That reads largely like a standard academic paper disclaimer. It’s standard to include a statement about things the authors didn’t explore as a way to set the context and also head off trivial objections. It’s unreasonable to expect them to have surveyed everything everywhere, so highlighting the boundaries of where they stopped is reasonable.
The part at the end hints that they did find bias, but in the opposite direction of what was assumed:
> But when it comes to specific claims about biased grant reviewers, search committee members, journal editors, and letter writers, the claims of antifemale bias were not supported, and in one case (tenure-track hiring), the data actually supported the opposite conclusion—that of pro-female hiring bias. This pro-female hiring advantage has continued after the closing of our inclusionary period, 2020 (Henningsen et al, 2021; Solga et al., 2023)."
I get your point but I wouldn't call it an academic paper disclaimer, it is giving you the scope/breadth of their research. That is why I took the whole paragraph, they are saying they found a bias in hiring. That is a specific slice of "Academic Science," that the HigherEd article is calling out but only a slice. That is why the
"We did not examine systemic claims of bias, such as the tenure schedule that imposes inflexible time-career paths or structural societal norms that burden women with greater responsibilities outside of their academic jobs or that penalize women for negotiating forcefully for wage increases or seeking outside offers. Other scholars have identified a myriad of such systemic barriers. "
part is important, it specifically is saying there has been a lot of work showing systemic barriers but they are not researching that part. This isn't a critique of their research but of the summary articles headline and what some people seem to be taking away from that headline. Even in the HigherEd piece it says there are concerns and this research is to help identify where there has been progress and where we need to focus.
Headlines ignoring nuance is the standard these days. If it makes you feel better, there’s way more articles that draw the opposite conclusion based on far shakier evidence
The part at the end hints that they did find bias, but in the opposite direction of what was assumed:
> But when it comes to specific claims about biased grant reviewers, search committee members, journal editors, and letter writers, the claims of antifemale bias were not supported, and in one case (tenure-track hiring), the data actually supported the opposite conclusion—that of pro-female hiring bias. This pro-female hiring advantage has continued after the closing of our inclusionary period, 2020 (Henningsen et al, 2021; Solga et al., 2023)."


Your goal
Scan the records for "industry". Report each line that includes it.

(Dataset listings of figures)
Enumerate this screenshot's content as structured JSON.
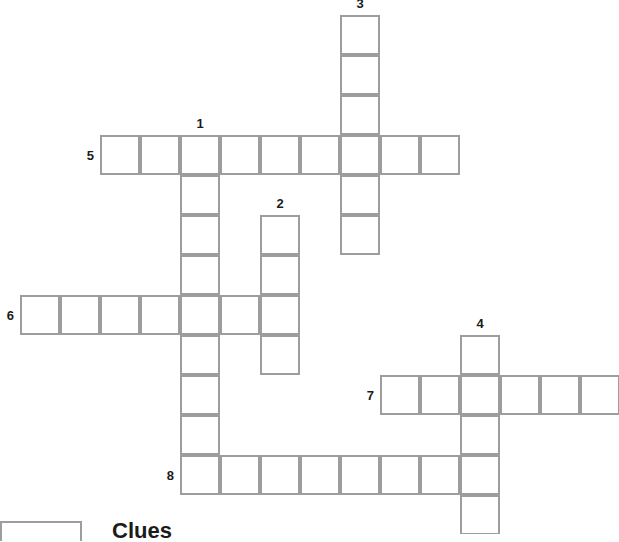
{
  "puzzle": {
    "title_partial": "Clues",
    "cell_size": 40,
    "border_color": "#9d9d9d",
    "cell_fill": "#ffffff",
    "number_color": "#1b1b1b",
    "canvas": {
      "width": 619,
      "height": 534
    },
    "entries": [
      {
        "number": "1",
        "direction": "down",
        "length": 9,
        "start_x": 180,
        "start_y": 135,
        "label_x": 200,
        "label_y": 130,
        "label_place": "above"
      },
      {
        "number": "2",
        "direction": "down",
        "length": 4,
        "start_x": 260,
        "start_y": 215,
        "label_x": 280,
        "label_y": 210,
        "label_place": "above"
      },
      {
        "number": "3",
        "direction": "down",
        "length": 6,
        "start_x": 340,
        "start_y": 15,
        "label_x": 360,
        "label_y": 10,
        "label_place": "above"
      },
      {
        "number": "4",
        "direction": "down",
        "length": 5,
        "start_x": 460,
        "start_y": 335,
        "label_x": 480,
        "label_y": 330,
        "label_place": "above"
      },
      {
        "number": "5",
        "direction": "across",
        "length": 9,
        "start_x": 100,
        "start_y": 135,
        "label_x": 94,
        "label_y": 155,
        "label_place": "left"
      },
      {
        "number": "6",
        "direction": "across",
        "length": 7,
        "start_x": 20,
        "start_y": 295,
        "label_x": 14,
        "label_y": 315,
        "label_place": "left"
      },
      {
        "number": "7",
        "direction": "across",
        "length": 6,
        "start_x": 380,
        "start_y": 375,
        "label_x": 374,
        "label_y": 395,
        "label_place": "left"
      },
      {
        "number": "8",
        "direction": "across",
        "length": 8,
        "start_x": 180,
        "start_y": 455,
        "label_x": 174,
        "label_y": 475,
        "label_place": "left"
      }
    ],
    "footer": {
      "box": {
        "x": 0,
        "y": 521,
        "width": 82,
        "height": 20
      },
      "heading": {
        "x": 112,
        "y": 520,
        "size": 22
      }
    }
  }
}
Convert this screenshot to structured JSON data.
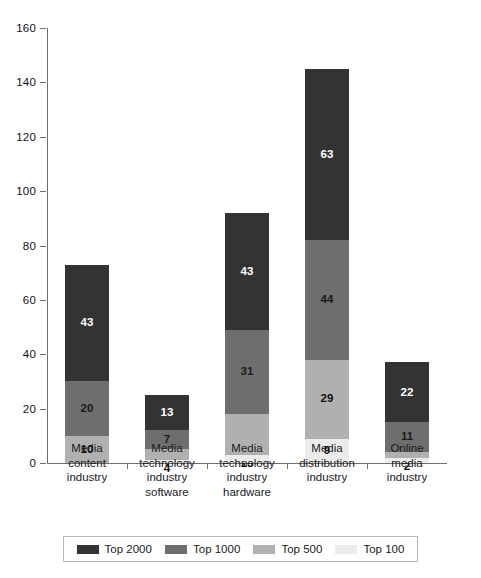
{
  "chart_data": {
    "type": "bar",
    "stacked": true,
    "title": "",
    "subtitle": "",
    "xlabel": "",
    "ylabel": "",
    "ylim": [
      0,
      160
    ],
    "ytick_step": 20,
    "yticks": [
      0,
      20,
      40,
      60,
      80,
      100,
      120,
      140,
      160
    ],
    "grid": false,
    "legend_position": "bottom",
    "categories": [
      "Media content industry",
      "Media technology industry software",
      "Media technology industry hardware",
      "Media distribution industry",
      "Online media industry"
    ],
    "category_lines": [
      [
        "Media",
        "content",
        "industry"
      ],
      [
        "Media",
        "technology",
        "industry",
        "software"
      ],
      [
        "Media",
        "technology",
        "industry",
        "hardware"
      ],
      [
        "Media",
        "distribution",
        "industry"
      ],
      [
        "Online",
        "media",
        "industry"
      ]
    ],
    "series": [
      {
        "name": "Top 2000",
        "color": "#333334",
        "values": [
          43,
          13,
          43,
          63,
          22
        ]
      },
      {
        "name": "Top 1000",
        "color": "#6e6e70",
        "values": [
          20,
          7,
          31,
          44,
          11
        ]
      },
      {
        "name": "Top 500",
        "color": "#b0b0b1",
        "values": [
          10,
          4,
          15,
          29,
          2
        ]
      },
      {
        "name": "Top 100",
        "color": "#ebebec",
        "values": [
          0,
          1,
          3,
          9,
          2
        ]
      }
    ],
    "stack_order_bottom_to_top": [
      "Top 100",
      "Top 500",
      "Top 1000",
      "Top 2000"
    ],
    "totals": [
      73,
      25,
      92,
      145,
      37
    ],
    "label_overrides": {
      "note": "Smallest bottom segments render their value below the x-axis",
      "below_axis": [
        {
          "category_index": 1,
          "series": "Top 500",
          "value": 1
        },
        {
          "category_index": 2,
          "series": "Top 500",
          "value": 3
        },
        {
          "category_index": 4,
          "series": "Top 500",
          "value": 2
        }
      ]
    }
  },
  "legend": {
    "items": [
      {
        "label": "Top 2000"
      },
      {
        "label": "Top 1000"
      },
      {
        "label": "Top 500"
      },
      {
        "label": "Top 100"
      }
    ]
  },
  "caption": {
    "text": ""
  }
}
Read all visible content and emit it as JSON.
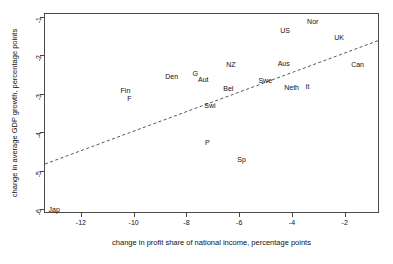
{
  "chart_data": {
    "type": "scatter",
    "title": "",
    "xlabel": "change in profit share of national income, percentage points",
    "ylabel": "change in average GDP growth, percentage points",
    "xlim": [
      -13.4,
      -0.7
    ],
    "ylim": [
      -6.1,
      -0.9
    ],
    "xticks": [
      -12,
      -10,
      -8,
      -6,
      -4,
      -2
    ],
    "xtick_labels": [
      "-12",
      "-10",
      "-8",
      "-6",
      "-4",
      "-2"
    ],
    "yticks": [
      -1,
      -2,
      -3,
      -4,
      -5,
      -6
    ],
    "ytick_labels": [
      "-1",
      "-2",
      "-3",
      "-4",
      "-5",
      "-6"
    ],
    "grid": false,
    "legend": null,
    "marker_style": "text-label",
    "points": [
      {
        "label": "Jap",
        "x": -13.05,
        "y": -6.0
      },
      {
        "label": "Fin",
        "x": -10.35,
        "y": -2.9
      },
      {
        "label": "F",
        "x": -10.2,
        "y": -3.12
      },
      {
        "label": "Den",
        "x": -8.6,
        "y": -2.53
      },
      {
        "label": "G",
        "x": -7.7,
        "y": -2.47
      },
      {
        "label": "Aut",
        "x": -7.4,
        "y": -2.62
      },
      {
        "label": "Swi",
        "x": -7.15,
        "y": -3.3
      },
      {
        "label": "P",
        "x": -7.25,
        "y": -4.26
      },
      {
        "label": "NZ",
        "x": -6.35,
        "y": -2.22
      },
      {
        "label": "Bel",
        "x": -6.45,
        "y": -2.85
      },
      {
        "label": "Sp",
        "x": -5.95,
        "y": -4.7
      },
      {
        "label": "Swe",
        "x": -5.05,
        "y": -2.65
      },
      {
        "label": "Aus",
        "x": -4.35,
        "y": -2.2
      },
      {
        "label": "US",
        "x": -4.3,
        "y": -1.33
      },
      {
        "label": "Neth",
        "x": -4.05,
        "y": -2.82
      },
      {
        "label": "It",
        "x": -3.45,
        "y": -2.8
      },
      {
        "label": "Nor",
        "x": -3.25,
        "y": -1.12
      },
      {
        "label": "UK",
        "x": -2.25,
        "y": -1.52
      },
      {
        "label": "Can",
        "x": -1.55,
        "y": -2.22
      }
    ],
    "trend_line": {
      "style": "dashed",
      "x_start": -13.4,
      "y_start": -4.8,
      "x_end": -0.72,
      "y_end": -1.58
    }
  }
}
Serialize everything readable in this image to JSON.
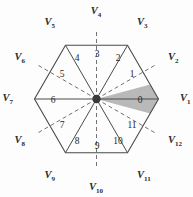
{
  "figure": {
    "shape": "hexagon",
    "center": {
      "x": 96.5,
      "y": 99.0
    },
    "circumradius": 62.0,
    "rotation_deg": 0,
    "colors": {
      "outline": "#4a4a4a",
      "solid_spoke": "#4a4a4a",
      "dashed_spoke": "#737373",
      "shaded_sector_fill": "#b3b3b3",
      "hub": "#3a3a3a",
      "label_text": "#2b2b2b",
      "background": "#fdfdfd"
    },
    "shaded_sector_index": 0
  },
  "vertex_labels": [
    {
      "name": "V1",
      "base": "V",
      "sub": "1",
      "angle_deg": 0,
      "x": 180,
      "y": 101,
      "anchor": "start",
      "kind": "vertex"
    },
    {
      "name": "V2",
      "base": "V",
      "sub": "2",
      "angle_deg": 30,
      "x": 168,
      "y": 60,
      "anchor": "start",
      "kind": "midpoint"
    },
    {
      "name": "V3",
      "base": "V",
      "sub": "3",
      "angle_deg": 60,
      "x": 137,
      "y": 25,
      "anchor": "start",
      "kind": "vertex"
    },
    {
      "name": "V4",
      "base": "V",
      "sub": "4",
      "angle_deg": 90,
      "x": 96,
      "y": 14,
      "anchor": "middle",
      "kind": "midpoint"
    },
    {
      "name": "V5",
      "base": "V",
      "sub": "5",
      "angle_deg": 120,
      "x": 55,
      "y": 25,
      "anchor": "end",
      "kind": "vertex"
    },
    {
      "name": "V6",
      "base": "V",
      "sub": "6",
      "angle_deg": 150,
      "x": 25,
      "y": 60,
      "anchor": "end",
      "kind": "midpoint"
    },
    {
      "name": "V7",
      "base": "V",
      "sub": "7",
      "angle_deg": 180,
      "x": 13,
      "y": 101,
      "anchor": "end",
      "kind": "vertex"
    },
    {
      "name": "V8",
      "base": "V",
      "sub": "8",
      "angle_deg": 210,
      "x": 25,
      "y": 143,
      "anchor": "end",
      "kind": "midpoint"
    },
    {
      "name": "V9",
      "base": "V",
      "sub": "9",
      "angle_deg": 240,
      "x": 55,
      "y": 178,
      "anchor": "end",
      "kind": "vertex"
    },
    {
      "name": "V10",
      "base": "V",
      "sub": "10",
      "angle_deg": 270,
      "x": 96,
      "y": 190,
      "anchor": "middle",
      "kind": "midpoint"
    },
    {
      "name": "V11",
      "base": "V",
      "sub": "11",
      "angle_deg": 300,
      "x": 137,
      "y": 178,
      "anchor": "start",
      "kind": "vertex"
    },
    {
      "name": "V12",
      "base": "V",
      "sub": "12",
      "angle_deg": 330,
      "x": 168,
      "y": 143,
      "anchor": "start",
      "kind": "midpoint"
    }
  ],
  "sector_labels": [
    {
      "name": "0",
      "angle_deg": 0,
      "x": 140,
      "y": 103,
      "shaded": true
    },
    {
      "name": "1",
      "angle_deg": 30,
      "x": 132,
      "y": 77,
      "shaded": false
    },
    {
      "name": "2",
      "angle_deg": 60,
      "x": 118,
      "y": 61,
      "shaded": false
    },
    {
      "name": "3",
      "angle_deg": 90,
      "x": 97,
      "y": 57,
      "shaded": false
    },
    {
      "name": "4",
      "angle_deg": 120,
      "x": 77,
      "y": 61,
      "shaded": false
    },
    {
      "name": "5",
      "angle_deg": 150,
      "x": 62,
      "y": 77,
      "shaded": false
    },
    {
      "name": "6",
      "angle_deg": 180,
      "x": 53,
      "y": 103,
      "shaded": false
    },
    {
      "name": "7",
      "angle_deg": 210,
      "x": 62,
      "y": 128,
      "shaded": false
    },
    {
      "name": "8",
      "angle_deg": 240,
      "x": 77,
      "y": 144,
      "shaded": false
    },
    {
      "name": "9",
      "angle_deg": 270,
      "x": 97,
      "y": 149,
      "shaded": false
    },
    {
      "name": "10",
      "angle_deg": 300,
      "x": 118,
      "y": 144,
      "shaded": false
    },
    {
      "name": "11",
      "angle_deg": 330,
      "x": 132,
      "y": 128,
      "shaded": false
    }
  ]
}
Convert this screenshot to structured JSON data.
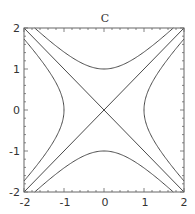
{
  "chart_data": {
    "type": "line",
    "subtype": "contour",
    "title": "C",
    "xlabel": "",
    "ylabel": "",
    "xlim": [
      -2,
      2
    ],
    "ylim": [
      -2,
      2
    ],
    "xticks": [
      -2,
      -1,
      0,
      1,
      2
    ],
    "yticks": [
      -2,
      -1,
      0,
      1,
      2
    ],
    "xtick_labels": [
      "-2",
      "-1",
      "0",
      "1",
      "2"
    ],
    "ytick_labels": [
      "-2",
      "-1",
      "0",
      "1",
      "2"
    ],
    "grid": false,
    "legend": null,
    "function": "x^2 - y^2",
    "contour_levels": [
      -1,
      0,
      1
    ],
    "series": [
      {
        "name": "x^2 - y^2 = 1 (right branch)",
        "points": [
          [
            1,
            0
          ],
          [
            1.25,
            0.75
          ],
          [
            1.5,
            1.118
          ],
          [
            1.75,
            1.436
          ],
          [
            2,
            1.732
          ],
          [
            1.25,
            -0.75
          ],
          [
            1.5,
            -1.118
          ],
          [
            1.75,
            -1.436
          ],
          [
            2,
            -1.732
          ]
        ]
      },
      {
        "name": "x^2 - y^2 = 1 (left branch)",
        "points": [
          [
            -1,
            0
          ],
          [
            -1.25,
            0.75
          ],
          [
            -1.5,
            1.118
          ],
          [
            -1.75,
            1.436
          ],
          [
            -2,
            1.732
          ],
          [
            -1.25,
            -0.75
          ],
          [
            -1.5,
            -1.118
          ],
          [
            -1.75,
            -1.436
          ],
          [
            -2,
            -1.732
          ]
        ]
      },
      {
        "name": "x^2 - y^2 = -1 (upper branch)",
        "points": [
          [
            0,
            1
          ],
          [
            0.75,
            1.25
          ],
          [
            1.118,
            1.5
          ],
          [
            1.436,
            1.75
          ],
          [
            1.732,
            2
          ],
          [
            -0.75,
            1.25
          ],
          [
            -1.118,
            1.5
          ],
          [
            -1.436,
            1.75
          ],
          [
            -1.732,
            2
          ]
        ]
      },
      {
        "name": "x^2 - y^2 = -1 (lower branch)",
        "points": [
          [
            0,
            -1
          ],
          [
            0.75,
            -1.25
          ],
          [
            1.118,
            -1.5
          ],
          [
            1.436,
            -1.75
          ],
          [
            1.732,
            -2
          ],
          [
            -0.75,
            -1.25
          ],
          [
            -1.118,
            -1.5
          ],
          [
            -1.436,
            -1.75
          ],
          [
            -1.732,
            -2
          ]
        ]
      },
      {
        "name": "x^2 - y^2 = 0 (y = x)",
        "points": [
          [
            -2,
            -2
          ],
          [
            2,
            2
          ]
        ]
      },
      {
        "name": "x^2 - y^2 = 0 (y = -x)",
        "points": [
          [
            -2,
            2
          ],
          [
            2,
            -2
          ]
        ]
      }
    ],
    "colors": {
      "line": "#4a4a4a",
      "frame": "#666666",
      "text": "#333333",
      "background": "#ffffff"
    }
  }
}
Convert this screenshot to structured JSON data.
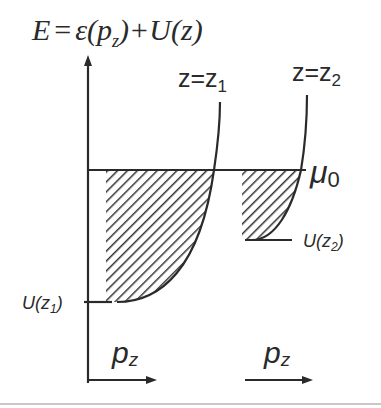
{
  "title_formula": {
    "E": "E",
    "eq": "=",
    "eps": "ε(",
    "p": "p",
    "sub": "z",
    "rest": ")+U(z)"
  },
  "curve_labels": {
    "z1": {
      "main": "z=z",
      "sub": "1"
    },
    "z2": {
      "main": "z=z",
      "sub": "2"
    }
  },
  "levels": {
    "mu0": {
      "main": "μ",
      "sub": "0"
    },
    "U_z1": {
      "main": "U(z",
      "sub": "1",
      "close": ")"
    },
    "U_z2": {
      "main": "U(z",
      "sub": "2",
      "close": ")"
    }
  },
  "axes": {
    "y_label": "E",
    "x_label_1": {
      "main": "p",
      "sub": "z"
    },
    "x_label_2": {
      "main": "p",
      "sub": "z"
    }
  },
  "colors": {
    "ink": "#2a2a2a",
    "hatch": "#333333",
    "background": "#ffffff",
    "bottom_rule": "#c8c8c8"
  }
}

Solution
      "Media content industry",
      "Media technology industry software",
      "Media technology industry hardware",
      "Media distribution industry",
      "Online media industry"
        "industry"
        "industry",
        "industry",
        "industry"
        "industry"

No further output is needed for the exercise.